The Soviets added a twist to the at-sea espionage routine by supplementing their fleets of subs with surface trawlers (specially equipped to eavesdrop), known as AGIs. There was a certain genius in this since it was the cheapest and easiest way for the Soviet Union to post a sentry off all the major U.S. bases, both here and abroad. U.S. missile boats went to great lengths to avoid these trawlers. One sub even grounded in the late 1960s while trying to keep from being detected by an AGI lurking off of Holy Loch, Scotland.

Mostly, the trawlers just sat there, but sometimes they were downright brazen. That was the case in 1979 when the crew of one trawler operating near Guam reached out and grabbed a torpedo fired in a practice round by a U.S. missile sub USS Sam Houston (SSBN-704). The trawler just rushed up, made the snatch, then began heading in a slow crawl back to the Soviet Union. Operational commanders were dumbstruck. They were also at a loss at just what to do. After some debate, they decided that sometimes there is no alternative to sending an obvious message, a show of military force to make sure no other Soviet vessel ever tried anything this audacious again.


Within twelve hours, two aircraft carrier battle groups were sent from Yokosuka and the Philippines to corner the trawler. A day or two later, the trawler was boxed in outside of Okinawa. By now, the Navy had gotten the State Department involved, and messages were flying back and forth between U.S. diplomats and high-ranking Soviets. Finally, the trawler captain, who had stared down the American ships, dropped the torpedo over the side. Attached was a note, written in English, deft and to the point. The captain simply said the torpedo had come alongside his ship. To Naval Intelligence officers looking on, it seemed as though the Soviet was saying "look what I found," as if he had just landed a big fish and it was the most natural and innocent thing in the world.

Death in the Norwegian Sea

In the late summer of 1985, the USS Baltimore (SSN-704) was sent to watch a Soviet Zulu IV sub in waters just above Norway. The U.S. Navy knew that the 1950s-vintage diesel sub was a research boat, one that had been seen loitering in the area before. The Baltimore prepared to make a pass beneath the Zulu when the American submariners saw a cable, about as wide as a man's arm, dangling from the Soviet sub.
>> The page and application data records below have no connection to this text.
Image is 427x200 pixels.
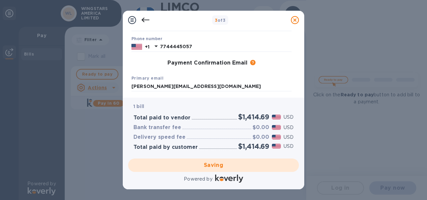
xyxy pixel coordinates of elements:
img: USD [272,125,281,130]
b: Primary email [132,75,164,80]
h3: Total paid by customer [134,144,198,150]
input: Enter your phone number [160,42,292,52]
h2: $1,414.69 [238,142,269,150]
p: Powered by [184,175,212,182]
span: 3 [215,18,218,23]
b: of 3 [215,18,226,23]
img: USD [272,144,281,148]
h3: Total paid to vendor [134,115,191,121]
img: Logo [215,174,243,182]
b: 1 bill [134,104,144,109]
p: USD [284,114,294,121]
label: Phone number [132,37,162,41]
img: USD [272,115,281,119]
p: USD [284,134,294,141]
p: USD [284,143,294,150]
input: Enter your primary name [132,81,292,92]
p: +1 [145,43,150,50]
h3: Payment Confirmation Email [168,60,248,66]
img: US [132,43,142,50]
img: USD [272,135,281,139]
h3: Delivery speed fee [134,134,186,140]
h3: Bank transfer fee [134,124,181,131]
h3: $0.00 [253,124,269,131]
h3: $0.00 [253,134,269,140]
h2: $1,414.69 [238,113,269,121]
p: USD [284,124,294,131]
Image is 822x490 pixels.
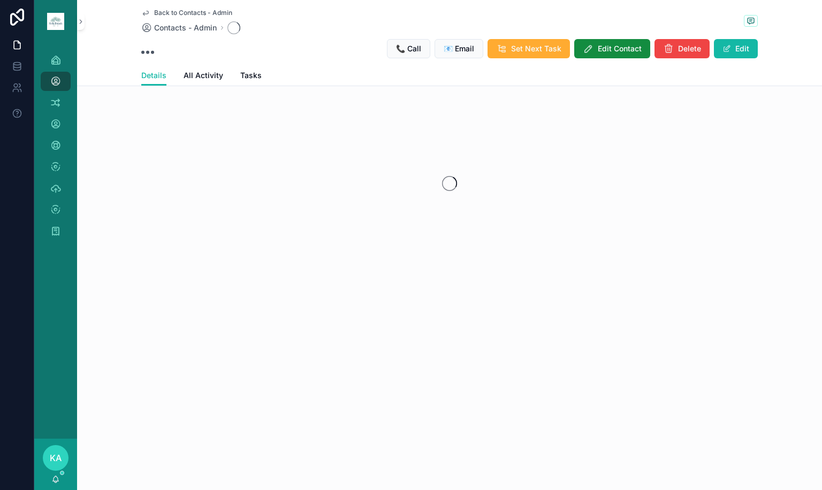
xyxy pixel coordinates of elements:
[678,43,701,54] span: Delete
[141,66,166,86] a: Details
[240,66,262,87] a: Tasks
[714,39,758,58] button: Edit
[655,39,710,58] button: Delete
[511,43,561,54] span: Set Next Task
[184,70,223,81] span: All Activity
[574,39,650,58] button: Edit Contact
[240,70,262,81] span: Tasks
[444,43,474,54] span: 📧 Email
[488,39,570,58] button: Set Next Task
[47,13,64,30] img: App logo
[34,43,77,255] div: scrollable content
[387,39,430,58] button: 📞 Call
[154,22,217,33] span: Contacts - Admin
[396,43,421,54] span: 📞 Call
[141,9,232,17] a: Back to Contacts - Admin
[50,452,62,465] span: KA
[141,22,217,33] a: Contacts - Admin
[184,66,223,87] a: All Activity
[154,9,232,17] span: Back to Contacts - Admin
[598,43,642,54] span: Edit Contact
[141,70,166,81] span: Details
[435,39,483,58] button: 📧 Email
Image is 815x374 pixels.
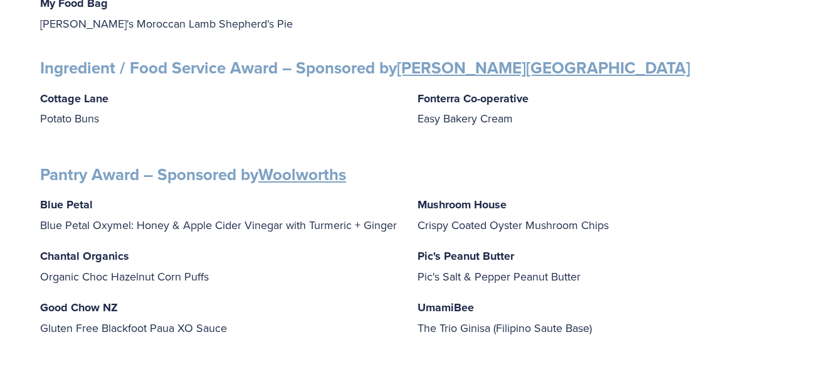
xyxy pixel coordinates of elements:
strong: Blue Petal [40,196,93,213]
p: Potato Buns [40,88,398,129]
strong: Good Chow NZ [40,299,118,315]
strong: Chantal Organics [40,248,129,264]
strong: UmamiBee [418,299,474,315]
a: [PERSON_NAME][GEOGRAPHIC_DATA] [397,56,691,80]
p: Crispy Coated Oyster Mushroom Chips [418,194,775,235]
strong: Cottage Lane [40,90,109,107]
p: The Trio Ginisa (Filipino Saute Base) [418,297,775,337]
p: Pic's Salt & Pepper Peanut Butter [418,246,775,286]
p: Gluten Free Blackfoot Paua XO Sauce [40,297,398,337]
a: Woolworths [258,162,346,186]
strong: Fonterra Co-operative [418,90,529,107]
strong: Pic's Peanut Butter [418,248,514,264]
strong: Ingredient / Food Service Award – Sponsored by [40,56,691,80]
p: Blue Petal Oxymel: Honey & Apple Cider Vinegar with Turmeric + Ginger [40,194,398,235]
p: Easy Bakery Cream [418,88,775,129]
p: Organic Choc Hazelnut Corn Puffs [40,246,398,286]
strong: Pantry Award – Sponsored by [40,162,346,186]
strong: Mushroom House [418,196,507,213]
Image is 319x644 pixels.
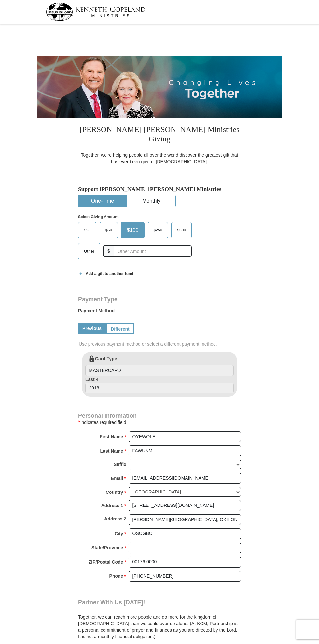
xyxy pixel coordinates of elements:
[88,558,124,567] strong: ZIP/Postal Code
[104,514,126,523] strong: Address 2
[114,529,123,538] strong: City
[78,152,241,165] div: Together, we're helping people all over the world discover the greatest gift that has ever been g...
[110,572,124,581] strong: Phone
[103,246,114,257] span: $
[78,297,241,302] h4: Payment Type
[102,501,124,510] strong: Address 1
[86,355,234,376] label: Card Type
[102,225,116,235] span: $50
[174,225,189,235] span: $500
[92,543,123,552] strong: State/Province
[100,432,123,441] strong: First Name
[114,246,192,257] input: Other Amount
[78,599,145,606] span: Partner With Us [DATE]!
[124,225,142,235] span: $100
[84,271,134,277] span: Add a gift to another fund
[114,460,126,469] strong: Suffix
[78,614,241,640] p: Together, we can reach more people and do more for the kingdom of [DEMOGRAPHIC_DATA] than we coul...
[78,308,241,318] label: Payment Method
[46,2,146,21] img: kcm-header-logo.svg
[78,186,241,193] h5: Support [PERSON_NAME] [PERSON_NAME] Ministries
[100,446,124,455] strong: Last Name
[78,118,241,152] h3: [PERSON_NAME] [PERSON_NAME] Ministries Giving
[86,365,234,376] input: Card Type
[106,488,124,497] strong: Country
[150,225,166,235] span: $250
[78,195,126,207] button: One-Time
[78,418,241,426] div: Indicates required field
[81,225,94,235] span: $25
[79,340,242,347] span: Use previous payment method or select a different payment method.
[86,382,234,394] input: Last 4
[78,413,241,418] h4: Personal Information
[78,323,106,334] a: Previous
[81,247,98,256] span: Other
[111,474,123,483] strong: Email
[128,195,176,207] button: Monthly
[78,215,118,219] strong: Select Giving Amount
[106,323,134,334] a: Different
[86,376,234,394] label: Last 4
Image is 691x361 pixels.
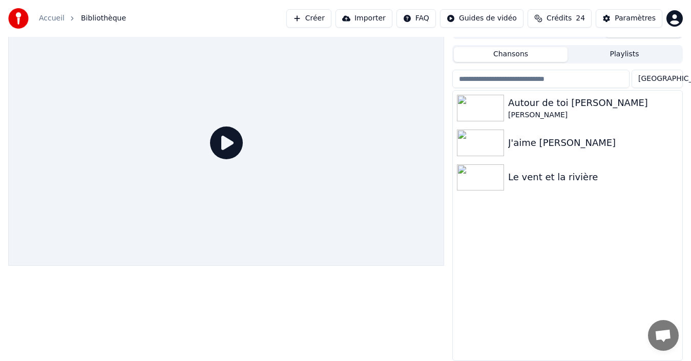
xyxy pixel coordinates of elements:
button: Chansons [454,47,568,62]
div: Le vent et la rivière [508,170,678,184]
div: [PERSON_NAME] [508,110,678,120]
button: FAQ [396,9,436,28]
button: Guides de vidéo [440,9,524,28]
div: Autour de toi [PERSON_NAME] [508,96,678,110]
button: Paramètres [596,9,662,28]
button: Importer [336,9,392,28]
span: Bibliothèque [81,13,126,24]
span: 24 [576,13,585,24]
a: Ouvrir le chat [648,320,679,351]
nav: breadcrumb [39,13,126,24]
button: Crédits24 [528,9,592,28]
span: Crédits [547,13,572,24]
div: J'aime [PERSON_NAME] [508,136,678,150]
a: Accueil [39,13,65,24]
img: youka [8,8,29,29]
button: Créer [286,9,331,28]
div: Paramètres [615,13,656,24]
button: Playlists [568,47,681,62]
Then, through a murky underwater periscope view, they saw the Soviets lowering an open underwater sled with ballast tanks on either side. On the sled were one or more divers wearing suits reminiscent of those designed for outer space, with air hoses connected back up to the submarine. Silence was ordered on board Baltimore as the Soviet sled moved toward the ocean floor. Men were ordered to wear their rubber shoes, not to slam doors. The ice machine was turned off. So was the bug juice machine. The only thing left running in Baltimore's mess was the coffee-maker.

Soon, sonar reported the sound of what seemed to be digging in the sand, three hundred feet below the surface. Listening in on the Zulu's own onboard intercom, the Baltimore's crew realized that the Soviets were looking for an underwater communications cable.


Naval Intelligence officials knew that there was such a cable there, one running from Murmansk to northern England that had been laid in the days of the czar. It wasn't used anymore, and the Soviets had to have known that. Perhaps the Soviets were practicing. Perhaps they were preparing to try to match the U.S. cable-tapping feat that had been exposed a few years earlier. Or perhaps they were practicing to disrupt the cables that connected the U.S. SOSUS nets.

The oceans were rough, with swells reaching as high as thirty feet. Still the Zulu loitered, and still the Baltimore watched from one day to the next. On the third day, all sounds of digging, all noise in fact, stopped. Baltimore was inched closer and her crew realized that there was now a cable dangling from the Zulu, with no sled attached. It had been lost, presumably with its divers.

A stunned silence reigned on Baltimore. "I remember that everyone in the conn turned around and looked at each other," one crew member said, adding that it no longer seemed to matter which side anybody was on. "It was more like we realized a submariner was dead."